David S. Pottruck, chairman, Red Eagle Ventures

Youll want to read this book more than once in order to assimilate both the insight into human behavior and the wisdom it offers to avoid costly mistakes of your own.
Kim Volk, president and CEO, Delta Dental Plans Association

Carroll and Mui have trumped conventional wisdom with two new ideas: to increase our odds of success, we need to study failure, and even the most intense focus on execution doesnt deliver if you have a failed strategy. A must-read for executives who intend to aggressively build their companies.Glen Tullman, CEO, Allscripts

An engaging guide to improve the quality of both bet the company decisions and everyday ones. Drawing insights from notable flawed decisions, Carroll and Mui identify practical steps to counter the forces of human nature, which are powerfully arrayed against rational analysis.
M. Carl Johnson, III, senior vice president and chief strategy officer, Campbell Soup Company

Chunka and Paul expose the lack of critical analysis and thinking that sits behind many of the strategic clichs we use to justify big deals. If you are considering a big strategic move, read this book first.Rick Leander, chief strategy officer, The Clearing House

Billion-Dollar Lessons rigorously analyzes the biggest failures of the past decades and delivers not only practical advice on what to avoid, but also invents the devils advocate processwhich you can implement to stop your own organization from happily going off a cliff.John Sviokla, vice chairman, Diamond Management and Technology Consultants
Billion-Dollar Lessons provides an outstanding framework for creating positive dissent and asking the best questions. All leaders want to do great things; hopefully this book will help smart leaders to cast a critical eye on some of our great ideas and avoid hubris.
Jennifer F. Scanlon, vice president and CIO, USG Corporation

If you believe that those who do not study history are doomed to repeat it, Billion-Dollar Lessons will help you learn from the strategic mistakes made by well-respected business leaders in the past. Time and time again, world-class companies execute flawed strategies. Remember the definition of insanity: Doing the same thing again and again but expecting different results.Eric Sigurdson, leader, CIO Practice, Russell Reynolds Associates

Without question, many M&A deals are driven by haste, ignorance, and hubris, others by real insight and intelligence. Billion-Dollar Lessons gives wise council to those who can create or destroy hundreds of millions of dollars of net worth with the stroke of a pen.
Michael Boyle, senior vice president, CIO AF Technology, Allstate Financial

A thoughtful account of how egos have obscured good business judgment. The business world could better use history and facts as a guidepost.
John Chu, senior vice president, Hartford Financial Services Group, Inc.

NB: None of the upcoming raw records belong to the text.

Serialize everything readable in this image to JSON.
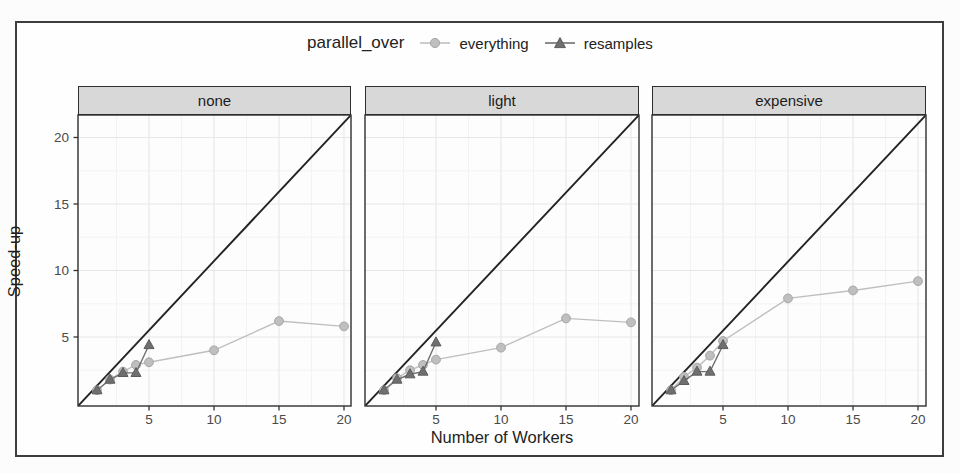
{
  "figure": {
    "legend": {
      "title": "parallel_over",
      "items": [
        {
          "label": "everything",
          "marker": "circle",
          "color": "#bfbfbf",
          "stroke": "#a6a6a6"
        },
        {
          "label": "resamples",
          "marker": "triangle",
          "color": "#6f6f6f",
          "stroke": "#5c5c5c"
        }
      ]
    }
  },
  "chart_data": {
    "type": "line",
    "title": "",
    "xlabel": "Number of Workers",
    "ylabel": "Speed-up",
    "facets": [
      "none",
      "light",
      "expensive"
    ],
    "x_ticks": [
      5,
      10,
      15,
      20
    ],
    "y_ticks": [
      5,
      10,
      15,
      20
    ],
    "xlim": [
      0,
      21.5
    ],
    "ylim": [
      0,
      21.7
    ],
    "grid": "major-and-faint-minor",
    "legend_position": "top",
    "reference_line": {
      "type": "identity",
      "label": "y = x",
      "color": "#222222"
    },
    "series": [
      {
        "name": "everything",
        "facet": "none",
        "x": [
          1,
          2,
          3,
          4,
          5,
          10,
          15,
          20
        ],
        "y": [
          1.0,
          1.8,
          2.4,
          2.9,
          3.1,
          4.0,
          6.2,
          5.8
        ]
      },
      {
        "name": "resamples",
        "facet": "none",
        "x": [
          1,
          2,
          3,
          4,
          5
        ],
        "y": [
          1.0,
          1.8,
          2.3,
          2.3,
          4.4
        ]
      },
      {
        "name": "everything",
        "facet": "light",
        "x": [
          1,
          2,
          3,
          4,
          5,
          10,
          15,
          20
        ],
        "y": [
          1.0,
          1.9,
          2.5,
          2.9,
          3.3,
          4.2,
          6.4,
          6.1
        ]
      },
      {
        "name": "resamples",
        "facet": "light",
        "x": [
          1,
          2,
          3,
          4,
          5
        ],
        "y": [
          1.0,
          1.8,
          2.2,
          2.4,
          4.6
        ]
      },
      {
        "name": "everything",
        "facet": "expensive",
        "x": [
          1,
          2,
          3,
          4,
          5,
          10,
          15,
          20
        ],
        "y": [
          1.0,
          2.0,
          2.7,
          3.6,
          4.7,
          7.9,
          8.5,
          9.2
        ]
      },
      {
        "name": "resamples",
        "facet": "expensive",
        "x": [
          1,
          2,
          3,
          4,
          5
        ],
        "y": [
          1.0,
          1.7,
          2.4,
          2.4,
          4.4
        ]
      }
    ]
  },
  "colors": {
    "frame_border": "#3d3d3d",
    "panel_bg": "#fdfdfd",
    "panel_border": "#2e2e2e",
    "strip_bg": "#d8d8d8",
    "grid_major": "#e7e7e7",
    "grid_minor": "#f3f3f3",
    "tick_mark": "#333333",
    "tick_label": "#4a4a4a",
    "identity_line": "#222222"
  }
}
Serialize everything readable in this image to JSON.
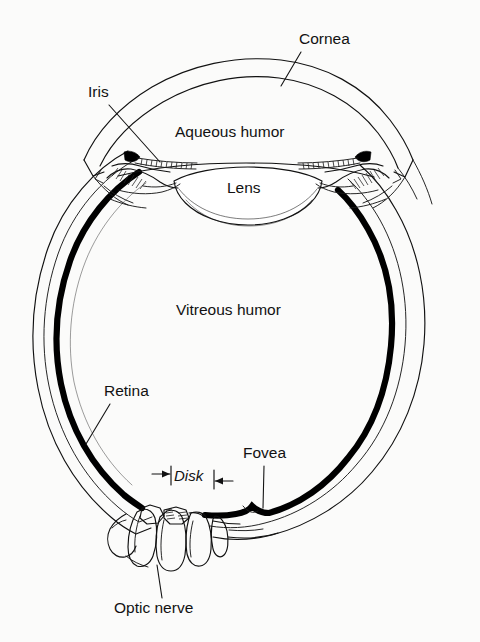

Growing and managing successful companies is an exercise that is grounded in pattern recognition. Billion-Dollar Lessons is an amazing collection of case studiespatternsdemonstrating the many ways in which executives and their companies have derailed.
Doug Collom, partner, Wilson, Sonsini, Goodrich & Rosati

Having been involved in many transactions during my career, I found the analysis and conclusions to be very accurate, and a must-read for any person continuing to do transactions. Morgan Davis, CEO (retired), White Mountain Insurance Company

An important contribution to understanding the causes of major corporate strategic failures of the last few decades, complete with a pragmatic approach to avoid these strategic mistakes.